It may be observed of good writing, as of good blood, that it is much easier to say what it is composed of than to compose it.
CHARLES CALEB COLTONRelated Topics
Anand Thakur
It may be observed of good writing, as of good blood, that it is much easier to say what it is composed of than to compose it.
CHARLES CALEB COLTONOur minds are as different as our faces. We are all traveling to one destination: happiness, but few are going by the same road.
CHARLES CALEB COLTONIt is easier to pretend to be what you are not than to hide what you really are; but he that can accomplish both has little to learn in hypocrisy.
CHARLES CALEB COLTONWomen do not transgress the bounds of decorum so often as men; but when they do, they go greater lengths.
CHARLES CALEB COLTONPedantry prides herself on being wrong by rules; while common sense is contented to be right without them.
CHARLES CALEB COLTONFortune, like other females, prefers a lover to a master, and submits with impatience to control; but he that wooes her with opportunity and importunity will seldom court her in vain.
CHARLES CALEB COLTONHurry is the mark of a weak mind, dispatch of a strong one.
CHARLES CALEB COLTONHe that studies only men will get the body of knowledge without the soul; and he that studies only books, the soul without the body.
CHARLES CALEB COLTONA public debt is a kind of anchor in the storm; but if the anchor be too heavy for the vessel, she will be sunk by that very weight which was intended for her preservation.
CHARLES CALEB COLTONIn death itself there can be nothing terrible, for the act of death annihilates sensation; but there are many roads to death, and some of them justly formidable, even to the bravest.
CHARLES CALEB COLTONThere is this difference between happiness and wisdom; he that thinks himself the happiest man, really is so; but he that thinks himself the wisest, is generally the greatest fool.
CHARLES CALEB COLTONHappiness, that grand mistress of the ceremonies in the dance of life, impels us through all its mazes and meanderings, but leads none of us by the same route.

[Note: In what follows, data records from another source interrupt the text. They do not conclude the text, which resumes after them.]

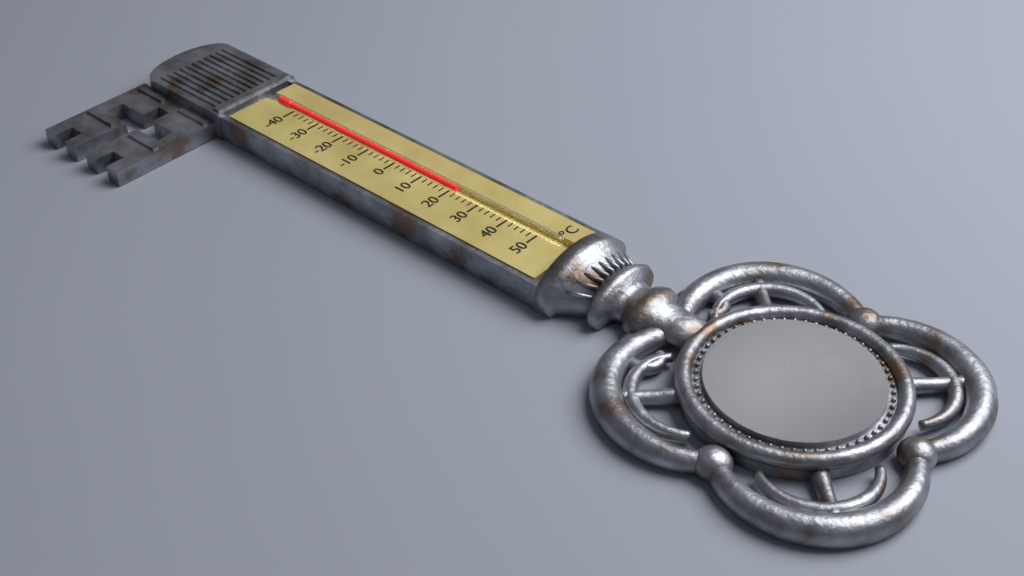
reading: 21 °C
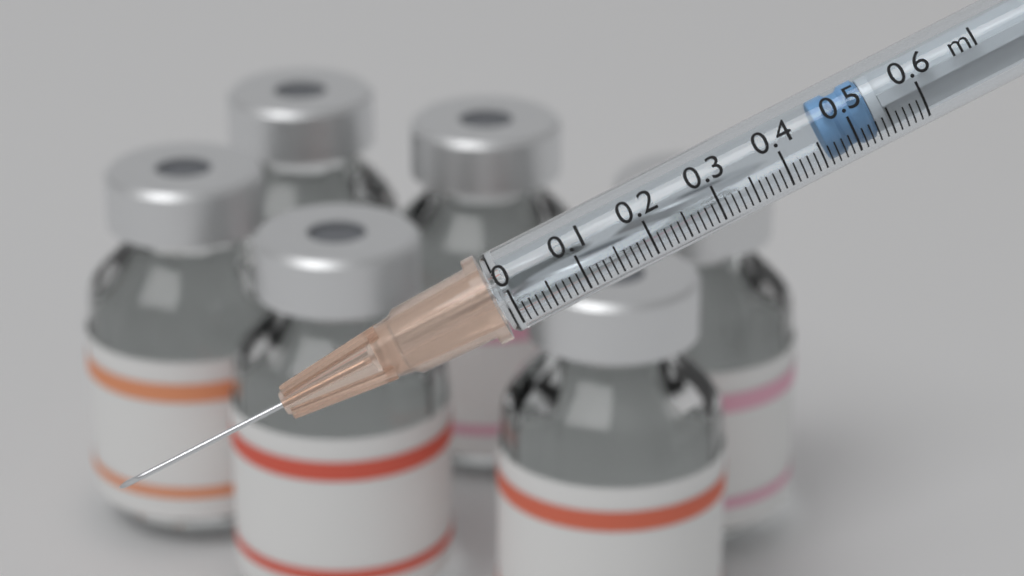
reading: 0.46 ml
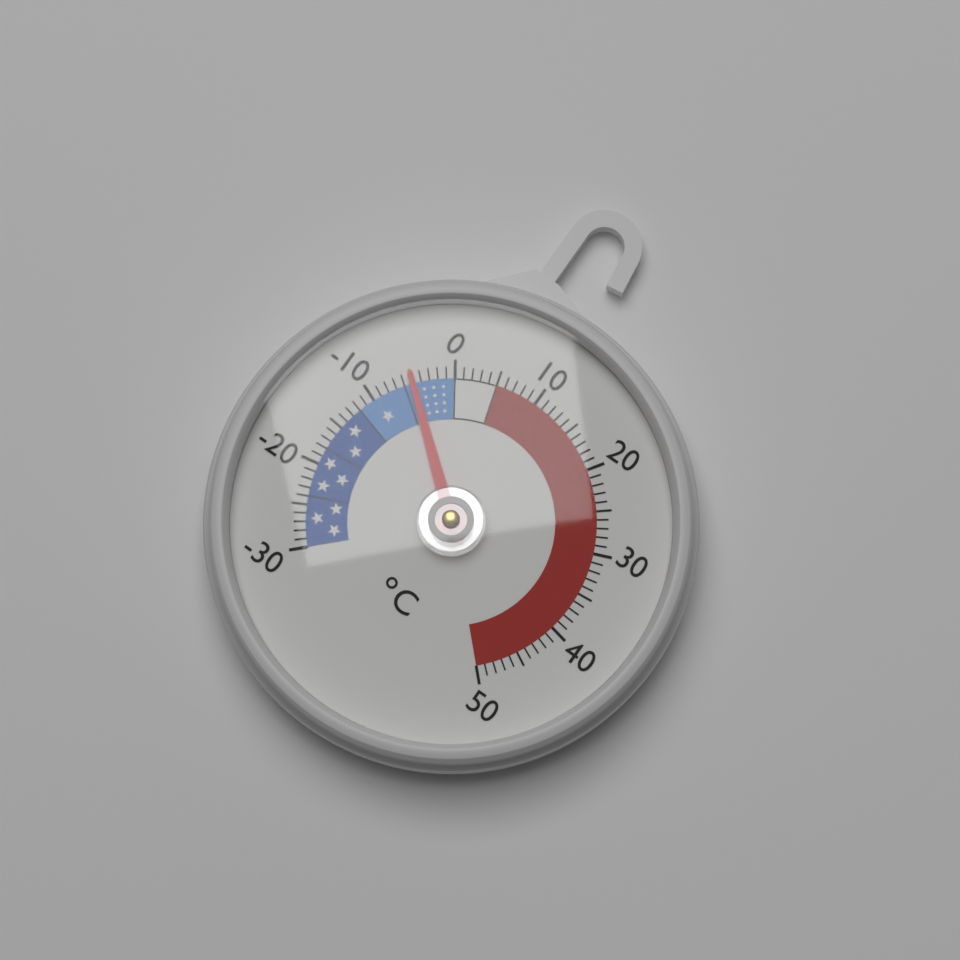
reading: -5 °C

CHARLES CALEB COLTONWe are more inclined to hate one another for points on which we differ, than to love one another for points on which we agree.
CHARLES CALEB COLTONThe man of pleasure, by a vain attempt to be more happy than any man can be, is often more miserable than most men are.
CHARLES CALEB COLTONHonor is unstable and seldom the same; for she feeds upon opinion, and is as fickle as her food.
CHARLES CALEB COLTONThe more gross the fraud the more glibly will it go down, and the more greedily be swallowed, since folly will always find faith where impostors will find imprudence.